Sean Walsh

I live in Dublin, Ireland. Sometimes. Most times I live in my head, quite unaware of my surroundings – if you know what I mean… If you succeed in tracking Sean Walsh, please let me know, ok? I've been searching for him for years…

In Labour… Birth Soon.

Published on Thursday 20th June 2013 by Sean Walsh

Out of rich soil many healthy shoots spring up – Ancient Celtic proverb. Well, no, actually. I’ve just made it up!

 Where rubies and diamonds go to make up a priceless crown, there also will be clustered rarest gems and pearls – Ancient Oriental Proverb. Well, no, not quite. That one’s mine, too.

By way of an Intro to what is – I hope you will agree! – a collection of goodies. A Memoir of sorts. Memorabilia. A kind of compendium. Highs from a Creative Writing life spanning several decades. Stemming from worn, black-n-white snapshots… scraps of scribbling from bottom drawers, long-forgotten archives…

Like the photo on the cover of my book: my Dad and I on the beach at Rossnowlagh, Donegal, Ireland… I dwelt on it, recalling summer days, winter scenarios…

 Sunday afternoon, long-ago winter… My Dad was bringing Rusty for a walk and would I like to come? Would I!..

Two lines written down on impulse, out of the blue. Not knowing where they had come from, much less where they would lead to… Why, I still have that jotter page somewhere, in an unchartered backwater!

Little did I know then that I was at the beginning of a journey that would unearth long-buried treasures, beam light down corridors long in darkness, bring again to colorful life voices and sketches from a long-forgotten past…

And so I began to write, favourite dictats to the fore: you make your way by taking it…it doesn’t happen, you have to make it happen…

Some twenty pages later I scribbled The End and sat back, resting from my labours, content enough. I had composed a nice piece of nostalgia, a monologue that would cause no ripples, ruffle no feathers…

Next day I set to work, editing the MSS as I typed. By week’s end I handed the text to a former colleague, a producer in RTE One’s Radio Drama department. A few days later he got back to me with a suggestion that fired my imagination anew: “That line could be given to the boy,” he put it to me as he turned pages. “And this one here… And this other one there…”

Two heads better than one? In this case, decidedly! Breakthrough! I now had a new format, framework; a monologue had given way to dialogue; son to father, father to son… I began again to write, edit, chart a stronger storyline…

The piece took off, grew a life of its own, morphed again and again; first one parting, then a second. And a final, irreversible THE END…

Until, that is, I showed it to my eldest daughter, Siobhan, who was at the time – give or take – embarked on a course in Theatre Studies at Trinity college, Dublin. She read it quickly – as is her wont – then observed: “Lovely, Dad, but the ending is very down.”

Down, eh? Leaving the reader sad, perhaps tearful. But not uplifted… I mulled over this a while, then nodded in silent assent. She had a point… So. Back to the drawing board. Again? Again…

A final ending that only gradually dawned on me – a wee double entente, would you believe? – causing me to change the original title, Penny for your Dreams, to what it is today…

If I have learned one thing more than another from years of wielding pen on paper it is this: one thing almost invariably leads to another. Writing has been compared to drawing a chain out of dirty water:  it only appears a link at a time. And there’s the wonder! There the excitement! Whatever next?!

And so one turn on the road led to another – from Kerry to Galway to Rome… London to New York… then back to Dublin… A road that for all its twists and turns was never far from the Word – or Centre Stage!

P S: Penny for Your Travels, a memoir of sorts, scheduled for launch, Autumn, 2013.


**Assigned task**:
Below are records with pictures. Reproduce exactly the lines from the line with "Image is 644x306 pixels." to the line with "Image is 644x298 pixels.", inclusive, and leave each picture out.

[Extracted entries — start]

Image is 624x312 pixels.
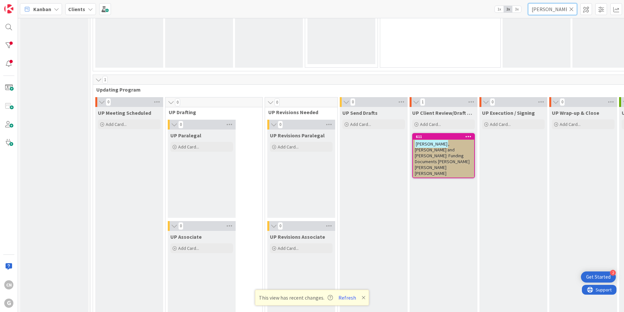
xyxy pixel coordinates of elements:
span: 1 [420,98,425,106]
div: G [4,298,13,307]
span: 0 [178,222,184,230]
a: 611[PERSON_NAME], [PERSON_NAME] and [PERSON_NAME]: Funding Documents [PERSON_NAME] [PERSON_NAME] ... [412,133,475,178]
span: UP Revisions Needed [268,109,329,115]
b: Clients [68,6,85,12]
span: UP Associate [170,233,202,240]
span: UP Meeting Scheduled [98,109,151,116]
span: Add Card... [178,144,199,150]
span: 1x [495,6,504,12]
span: Add Card... [420,121,441,127]
span: 0 [178,120,184,128]
span: Add Card... [178,245,199,251]
span: UP Paralegal [170,132,201,138]
span: , [PERSON_NAME] and [PERSON_NAME]: Funding Documents [PERSON_NAME] [PERSON_NAME] [PERSON_NAME] [415,141,470,176]
span: 0 [175,98,180,106]
span: UP Revisions Paralegal [270,132,325,138]
div: Open Get Started checklist, remaining modules: 2 [581,271,616,282]
span: Add Card... [560,121,581,127]
span: UP Client Review/Draft Review Meeting [412,109,475,116]
span: Add Card... [278,245,299,251]
span: UP Revisions Associate [270,233,325,240]
span: 1 [103,76,108,84]
span: 0 [278,120,283,128]
span: This view has recent changes. [259,293,333,301]
div: 611 [416,134,474,139]
div: Get Started [586,273,611,280]
span: Add Card... [278,144,299,150]
mark: [PERSON_NAME] [415,140,448,147]
span: UP Send Drafts [343,109,378,116]
div: 2 [610,269,616,275]
div: 611 [413,134,474,139]
span: Support [14,1,30,9]
img: Visit kanbanzone.com [4,4,13,13]
span: UP Wrap-up & Close [552,109,600,116]
div: CN [4,280,13,289]
span: UP Execution / Signing [482,109,535,116]
input: Quick Filter... [528,3,577,15]
span: 0 [490,98,495,106]
span: Add Card... [106,121,127,127]
span: 3x [513,6,521,12]
span: 0 [275,98,280,106]
span: Kanban [33,5,51,13]
button: Refresh [336,293,359,301]
span: 0 [278,222,283,230]
div: 611[PERSON_NAME], [PERSON_NAME] and [PERSON_NAME]: Funding Documents [PERSON_NAME] [PERSON_NAME] ... [413,134,474,177]
span: 2x [504,6,513,12]
span: Add Card... [490,121,511,127]
span: 0 [350,98,356,106]
span: 0 [106,98,111,106]
span: Add Card... [350,121,371,127]
span: UP Drafting [169,109,254,115]
span: 0 [560,98,565,106]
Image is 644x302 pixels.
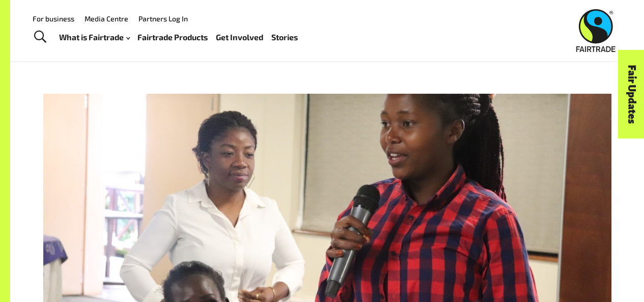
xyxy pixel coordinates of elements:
a: Toggle Search [27,25,52,50]
a: What is Fairtrade [59,30,130,45]
a: Media Centre [84,14,128,23]
a: Stories [271,30,298,45]
a: Fairtrade Products [137,30,208,45]
a: Partners Log In [138,14,188,23]
a: For business [32,14,74,23]
a: Get Involved [216,30,263,45]
img: Fairtrade Australia New Zealand logo [576,9,616,52]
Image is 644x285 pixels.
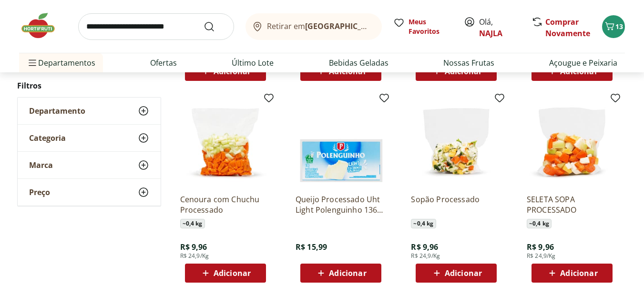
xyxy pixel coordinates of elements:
[180,252,209,260] span: R$ 24,9/Kg
[560,269,597,277] span: Adicionar
[185,264,266,283] button: Adicionar
[411,252,440,260] span: R$ 24,9/Kg
[300,264,381,283] button: Adicionar
[526,194,617,215] a: SELETA SOPA PROCESSADO
[329,269,366,277] span: Adicionar
[445,269,482,277] span: Adicionar
[549,57,617,69] a: Açougue e Peixaria
[411,194,501,215] a: Sopão Processado
[526,219,551,228] span: ~ 0,4 kg
[204,21,226,32] button: Submit Search
[295,96,386,187] img: Queijo Processado Uht Light Polenguinho 136G 8 Unidades
[526,96,617,187] img: SELETA SOPA PROCESSADO
[526,242,554,252] span: R$ 9,96
[17,76,161,95] h2: Filtros
[411,219,436,228] span: ~ 0,4 kg
[411,96,501,187] img: Sopão Processado
[408,17,452,36] span: Meus Favoritos
[411,242,438,252] span: R$ 9,96
[329,57,389,69] a: Bebidas Geladas
[526,252,556,260] span: R$ 24,9/Kg
[180,219,205,228] span: ~ 0,4 kg
[295,194,386,215] a: Queijo Processado Uht Light Polenguinho 136G 8 Unidades
[393,17,452,36] a: Meus Favoritos
[180,242,207,252] span: R$ 9,96
[214,269,251,277] span: Adicionar
[180,96,270,187] img: Cenoura com Chuchu Processado
[78,13,234,40] input: search
[329,67,366,75] span: Adicionar
[29,160,53,170] span: Marca
[479,28,503,39] a: NAJLA
[232,57,273,69] a: Último Lote
[18,152,161,178] button: Marca
[18,98,161,124] button: Departamento
[150,57,177,69] a: Ofertas
[602,16,625,38] button: Carrinho
[29,188,50,197] span: Preço
[305,21,466,32] b: [GEOGRAPHIC_DATA]/[GEOGRAPHIC_DATA]
[545,17,590,39] a: Comprar Novamente
[479,16,521,39] span: Olá,
[443,57,494,69] a: Nossas Frutas
[18,179,161,206] button: Preço
[531,264,612,283] button: Adicionar
[295,242,327,252] span: R$ 15,99
[560,67,597,75] span: Adicionar
[180,194,270,215] a: Cenoura com Chuchu Processado
[415,264,497,283] button: Adicionar
[267,22,372,30] span: Retirar em
[18,125,161,151] button: Categoria
[214,67,251,75] span: Adicionar
[445,67,482,75] span: Adicionar
[615,22,623,31] span: 13
[27,51,38,75] button: Menu
[29,106,85,116] span: Departamento
[27,51,95,75] span: Departamentos
[29,134,66,143] span: Categoria
[19,11,67,40] img: Hortifruti
[245,13,382,40] button: Retirar em[GEOGRAPHIC_DATA]/[GEOGRAPHIC_DATA]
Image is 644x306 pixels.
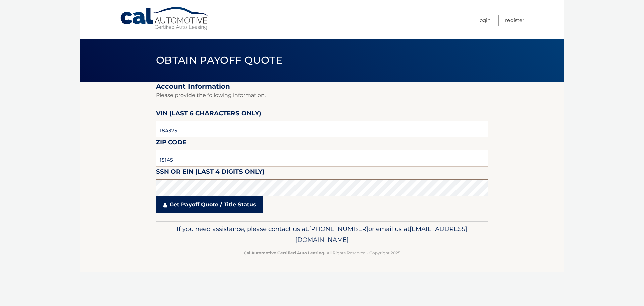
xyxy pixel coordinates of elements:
[156,138,187,150] label: Zip Code
[156,108,262,120] label: VIN (last 6 characters only)
[119,7,210,30] a: Cal Automotive
[479,15,491,26] a: Login
[156,54,282,67] span: Obtain Payoff Quote
[309,225,369,233] span: [PHONE_NUMBER]
[505,15,525,26] a: Register
[156,83,488,91] h2: Account Information
[156,196,264,213] a: Get Payoff Quote / Title Status
[156,166,265,179] label: SSN or EIN (last 4 digits only)
[244,250,324,255] strong: Cal Automotive Certified Auto Leasing
[156,91,488,100] p: Please provide the following information.
[161,223,484,245] p: If you need assistance, please contact us at: or email us at
[161,250,484,256] p: - All Rights Reserved - Copyright 2025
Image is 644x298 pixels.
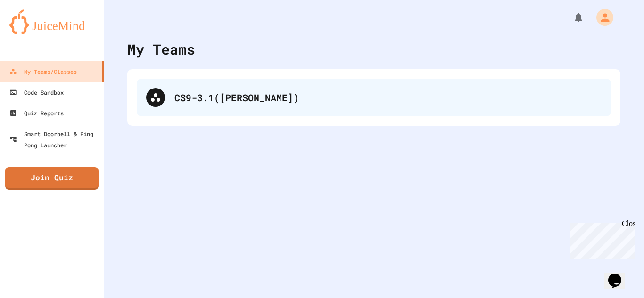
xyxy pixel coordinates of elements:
[175,91,601,104] div: CS9-3.1([PERSON_NAME])
[565,219,635,259] iframe: chat widget
[9,107,63,119] div: Quiz Reports
[9,9,94,34] img: logo-orange.svg
[137,79,611,116] div: CS9-3.1([PERSON_NAME])
[587,7,616,28] div: My Account
[128,39,195,60] div: My Teams
[3,3,65,60] div: Chat with us now!Close
[605,260,635,289] iframe: chat widget
[9,128,100,151] div: Smart Doorbell & Ping Pong Launcher
[9,66,77,77] div: My Teams/Classes
[5,167,98,190] a: Join Quiz
[9,86,63,98] div: Code Sandbox
[555,9,587,26] div: My Notifications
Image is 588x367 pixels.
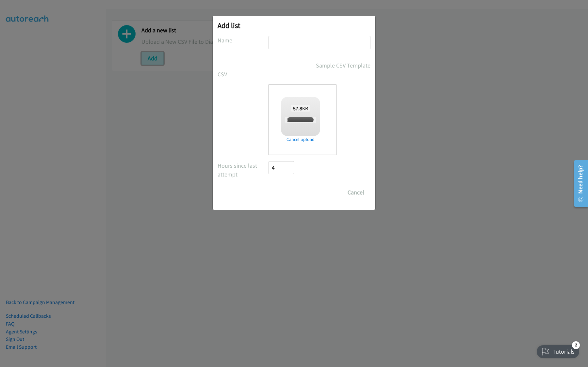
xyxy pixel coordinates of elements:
label: Name [218,36,268,45]
label: Hours since last attempt [218,162,268,179]
iframe: Resource Center [570,157,588,210]
h2: Add list [218,21,370,30]
a: Cancel upload [281,136,320,143]
a: Sample CSV Template [316,61,370,70]
iframe: Checklist [533,339,583,362]
span: KB [291,105,310,112]
strong: 57.8 [293,105,302,112]
label: CSV [218,70,268,79]
span: [PERSON_NAME] + HP FY25Q2 SEA Win Refresh Campaign [GEOGRAPHIC_DATA]csv [285,117,433,123]
button: Cancel [342,186,370,199]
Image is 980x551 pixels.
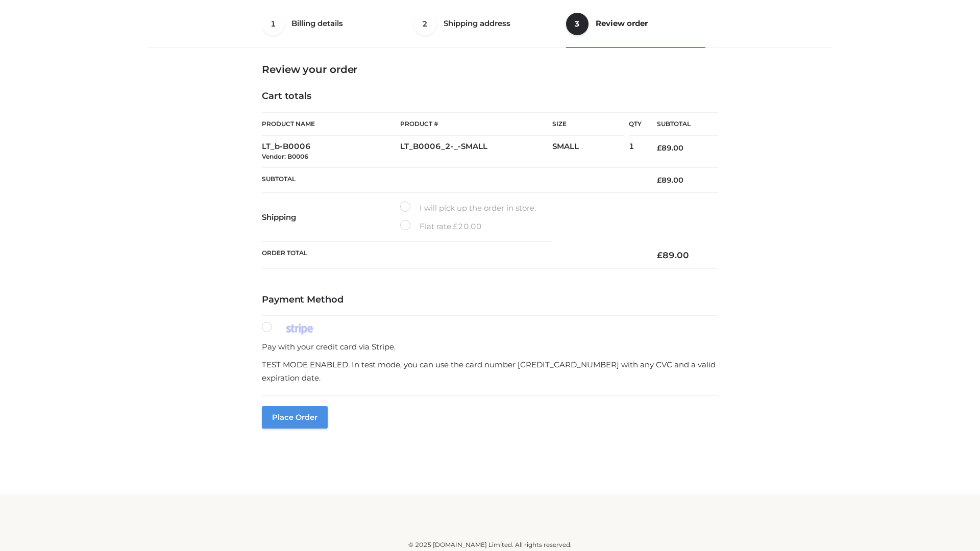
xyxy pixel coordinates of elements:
label: I will pick up the order in store. [400,202,536,215]
td: LT_B0006_2-_-SMALL [400,135,552,168]
th: Order Total [262,242,642,269]
bdi: 89.00 [657,143,684,153]
th: Subtotal [642,112,719,135]
th: Product Name [262,112,400,135]
th: Subtotal [262,168,642,192]
small: Vendor: B0006 [262,153,308,160]
p: TEST MODE ENABLED. In test mode, you can use the card number [CREDIT_CARD_NUMBER] with any CVC an... [262,358,719,384]
th: Shipping [262,193,400,242]
td: SMALL [552,135,629,168]
th: Size [552,112,624,135]
button: Place order [262,406,328,429]
div: © 2025 [DOMAIN_NAME] Limited. All rights reserved. [151,540,829,550]
td: LT_b-B0006 [262,135,400,168]
bdi: 89.00 [657,250,689,260]
td: 1 [629,135,642,168]
bdi: 89.00 [657,176,684,184]
th: Product # [400,112,552,135]
span: £ [657,176,662,184]
label: Flat rate: [400,220,482,233]
p: Pay with your credit card via Stripe. [262,340,719,353]
span: £ [657,143,662,153]
th: Qty [629,112,642,135]
h4: Payment Method [262,295,719,305]
h3: Review your order [262,63,719,75]
span: £ [657,250,663,260]
bdi: 20.00 [453,221,482,231]
h4: Cart totals [262,91,719,102]
span: £ [453,221,458,231]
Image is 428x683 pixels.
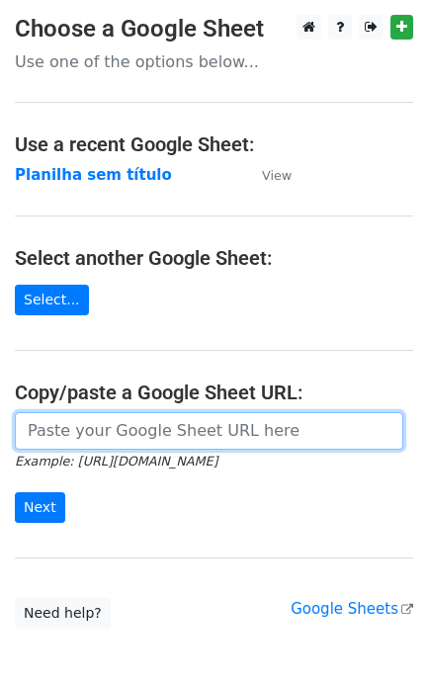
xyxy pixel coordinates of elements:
[15,598,111,628] a: Need help?
[15,284,89,315] a: Select...
[15,380,413,404] h4: Copy/paste a Google Sheet URL:
[15,492,65,523] input: Next
[15,453,217,468] small: Example: [URL][DOMAIN_NAME]
[15,51,413,72] p: Use one of the options below...
[242,166,291,184] a: View
[262,168,291,183] small: View
[15,166,172,184] a: Planilha sem título
[329,588,428,683] iframe: Chat Widget
[15,246,413,270] h4: Select another Google Sheet:
[15,15,413,43] h3: Choose a Google Sheet
[329,588,428,683] div: Widget de chat
[290,600,413,617] a: Google Sheets
[15,132,413,156] h4: Use a recent Google Sheet:
[15,412,403,449] input: Paste your Google Sheet URL here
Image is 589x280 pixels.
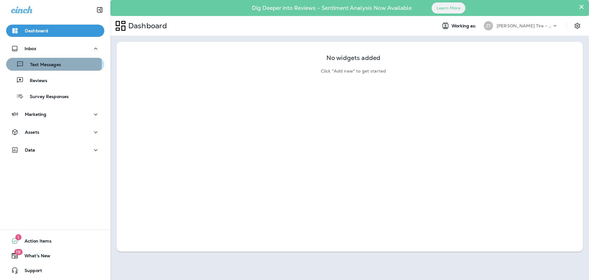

[Extracted entries — finish]

**Response to the task**:
Image is 644x306 pixels.
xyxy pixel coordinates of elements:
[156,138,187,150] label: Zip Code
[156,108,262,120] label: VIN (last 6 characters only)
[119,7,210,30] a: Cal Automotive
[479,15,491,26] a: Login
[156,54,282,67] span: Obtain Payoff Quote
[309,225,369,233] span: [PHONE_NUMBER]
[505,15,525,26] a: Register
[156,83,488,91] h2: Account Information
[156,196,264,213] a: Get Payoff Quote / Title Status
[156,166,265,179] label: SSN or EIN (last 4 digits only)
[244,250,324,255] strong: Cal Automotive Certified Auto Leasing
[156,91,488,100] p: Please provide the following information.
[161,223,484,245] p: If you need assistance, please contact us at: or email us at
[161,250,484,256] p: - All Rights Reserved - Copyright 2025
Image is 644x298 pixels.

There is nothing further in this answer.